Vélez de Escalante, Silvestre (c. 1750–1780)
Vélez de Escalante, Silvestre (c. 1750–1780)
Silvestre Vélez de Escalante (b. ca. 1750; d. April 1780), Franciscan missionary and explorer. Born in Santander, Spain, Escalante joined the Franciscan order at age seventeen and served among the Pueblo Indians of New Mexico. In 1776 he accompanied Fray Francisco Atanasio Domínguez in an attempt to find a northwesterly route from New Mexico to Monterey. Although the Domínguez-Escalante expedition failed to open a new road to the Pacific coast, it was the earliest known European exploration of the Four Corners area. Escalante's journal provided the earliest written description of this region. Escalante returned to Santa Fe in 1777 and remained in New Mexico for several more years, serving as a missionary and ecclesiastical official.
See alsoExplorers and Exploration: Spanish America; Missions: Spanish America.
BIBLIOGRAPHY
Eleanor B. Adams and Fray Angélico Chávez, eds. and trans., The Missions of New Mexico, 1776: A Description by Fray Francisco Atanasio Domínguez, with Other Contemporary Documents (1956).
Herbert Eugene Bolton, Pageant in the Wilderness: The Story of the Escalante Expedition to the Interior Basin, 1776 (1951).
Fray Angélico Chávez and Ted J. Warner, eds. and trans., The Domínguez-Escalante Journal (1976).
Additional Bibliography
Sánchez, Joseph P. Explorers, Traders, and Slavers: Forging the Old Spanish Trail, 1678–1850. Salt Lake City: University of Utah Press, 1997.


EXERCISE AIM:
What lines below contain the word "page"? Please pull each one out.

[Entries from a dataset of interfaces]
*** Block opens ***

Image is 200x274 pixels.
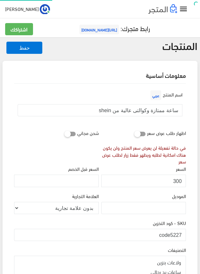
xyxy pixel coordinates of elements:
[149,89,183,102] label: اسم المنتج
[5,23,33,35] a: اشتراكك
[5,5,39,13] span: [PERSON_NAME]
[6,42,42,54] button: حفظ
[72,193,99,200] label: العلامة التجارية
[77,127,99,139] label: شحن مجاني
[18,258,182,267] option: ولاعات بنزين
[147,127,186,139] label: اظهار طلب عرض سعر
[168,246,186,254] label: التصنيفات
[78,22,150,34] a: رابط متجرك:[URL][DOMAIN_NAME]
[153,220,186,227] label: SKU - كود التخزين
[68,165,99,172] label: السعر قبل الخصم
[14,73,186,78] h2: معلومات أساسية
[3,40,198,51] h2: المنتجات
[176,165,186,172] label: السعر
[80,25,119,34] span: [URL][DOMAIN_NAME]
[149,4,177,14] img: .
[179,4,188,14] i: 
[151,91,161,100] span: عربي
[5,4,50,14] a: ... [PERSON_NAME]
[101,144,186,166] div: في حالة تفعيلة لن يعرض سعر المنتج ولن يكون هناك امكانية لطلبه ويظهر فقط زرار لطلب عرض سعر
[40,4,50,14] img: ...
[172,193,186,200] label: الموديل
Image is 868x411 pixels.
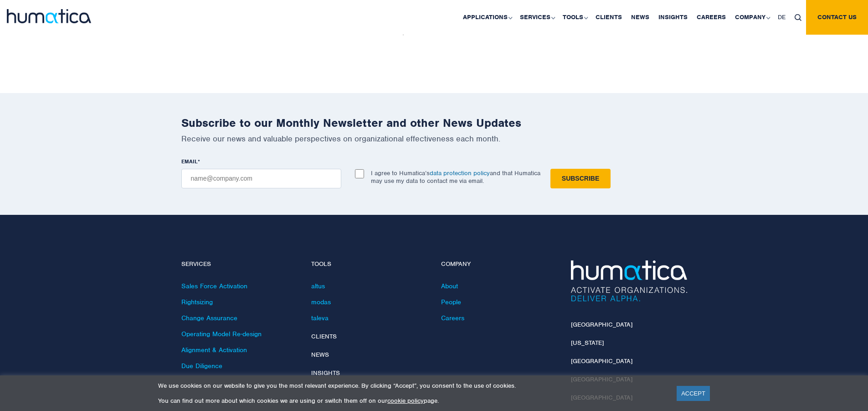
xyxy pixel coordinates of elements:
a: taleva [311,314,329,322]
img: Humatica [571,260,687,302]
input: name@company.com [181,169,341,189]
h4: Tools [311,260,427,268]
span: EMAIL [181,158,198,165]
h2: Subscribe to our Monthly Newsletter and other News Updates [181,116,687,130]
img: search_icon [794,14,801,21]
a: altus [311,282,325,290]
img: logo [7,9,91,23]
p: You can find out more about which cookies we are using or switch them off on our page. [158,397,666,405]
a: Due Diligence [181,362,222,370]
a: modas [311,298,331,306]
a: [GEOGRAPHIC_DATA] [571,321,633,328]
a: data protection policy [429,169,490,177]
p: Receive our news and valuable perspectives on organizational effectiveness each month. [181,134,687,144]
a: Clients [311,332,337,340]
a: About [441,282,458,290]
a: [GEOGRAPHIC_DATA] [571,357,633,365]
a: News [311,351,329,358]
a: Alignment & Activation [181,346,247,354]
a: cookie policy [387,397,424,405]
span: DE [778,13,785,21]
input: Subscribe [551,169,611,189]
a: Change Assurance [181,314,237,322]
h4: Services [181,260,298,268]
a: Careers [441,314,464,322]
h4: Company [441,260,558,268]
a: Insights [311,369,340,377]
a: People [441,298,461,306]
a: [US_STATE] [571,339,604,346]
p: I agree to Humatica’s and that Humatica may use my data to contact me via email. [371,169,540,184]
a: Sales Force Activation [181,282,247,290]
input: I agree to Humatica’sdata protection policyand that Humatica may use my data to contact me via em... [355,169,364,178]
a: Rightsizing [181,298,213,306]
a: ACCEPT [677,386,710,401]
p: We use cookies on our website to give you the most relevant experience. By clicking “Accept”, you... [158,382,666,389]
a: Operating Model Re-design [181,330,261,338]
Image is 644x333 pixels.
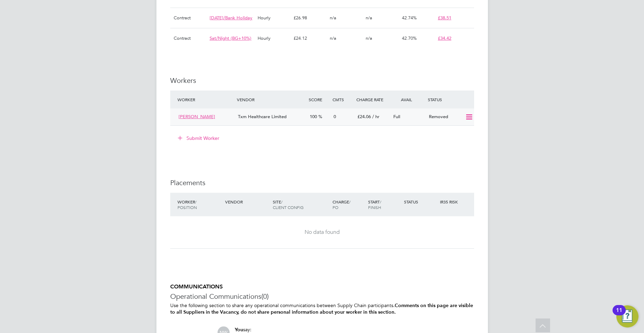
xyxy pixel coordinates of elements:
[366,15,372,21] span: n/a
[329,15,336,21] span: n/a
[366,36,372,41] span: n/a
[367,195,402,214] div: Start
[172,8,208,28] div: Contract
[171,303,473,316] b: Comments on this page are visible to all Suppliers in the Vacancy, do not share personal informat...
[171,283,474,291] h5: COMMUNICATIONS
[171,292,474,301] h3: Operational Communications
[177,199,197,210] span: / Position
[209,36,252,41] span: Sat/Night (BG+10%)
[393,113,401,119] span: Full
[331,94,355,106] div: Cmts
[334,113,336,119] span: 0
[173,133,225,144] button: Submit Worker
[292,28,328,48] div: £24.12
[358,113,371,119] span: £24.06
[235,327,243,333] span: You
[329,36,336,41] span: n/a
[333,199,350,210] span: / PO
[372,113,380,119] span: / hr
[426,111,462,123] div: Removed
[273,199,304,210] span: / Client Config
[256,28,292,48] div: Hourly
[172,28,208,48] div: Contract
[616,311,622,320] div: 11
[391,94,426,106] div: Avail
[426,94,473,106] div: Status
[331,195,367,214] div: Charge
[438,195,462,208] div: IR35 Risk
[292,8,328,28] div: £26.98
[355,94,391,106] div: Charge Rate
[171,178,474,187] h3: Placements
[272,195,331,214] div: Site
[402,15,417,21] span: 42.74%
[171,76,474,85] h3: Workers
[235,94,307,106] div: Vendor
[256,8,292,28] div: Hourly
[402,195,438,208] div: Status
[209,15,252,21] span: [DATE]/Bank Holiday
[175,94,236,106] div: Worker
[438,15,451,21] span: £38.51
[238,113,286,119] span: Txm Healthcare Limited
[175,195,223,214] div: Worker
[617,306,638,328] button: Open Resource Center, 11 new notifications
[310,113,317,119] span: 100
[223,195,272,208] div: Vendor
[171,302,474,316] p: Use the following section to share any operational communications between Supply Chain participants.
[177,229,468,236] div: No data found
[307,94,331,106] div: Score
[438,36,451,41] span: £34.42
[262,292,269,301] span: (0)
[368,199,382,210] span: / Finish
[179,113,215,119] span: [PERSON_NAME]
[402,36,417,41] span: 42.70%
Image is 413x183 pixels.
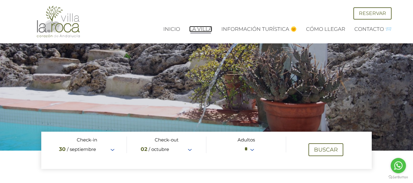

*** Block closes ***

EXERCISE RESPONSE:
p: You can find out more about which cookies we are using or switch them off on our page. [158,397,666,405]
[171,303,473,316] b: Comments on this page are visible to all Suppliers in the Vacancy, do not share personal informat...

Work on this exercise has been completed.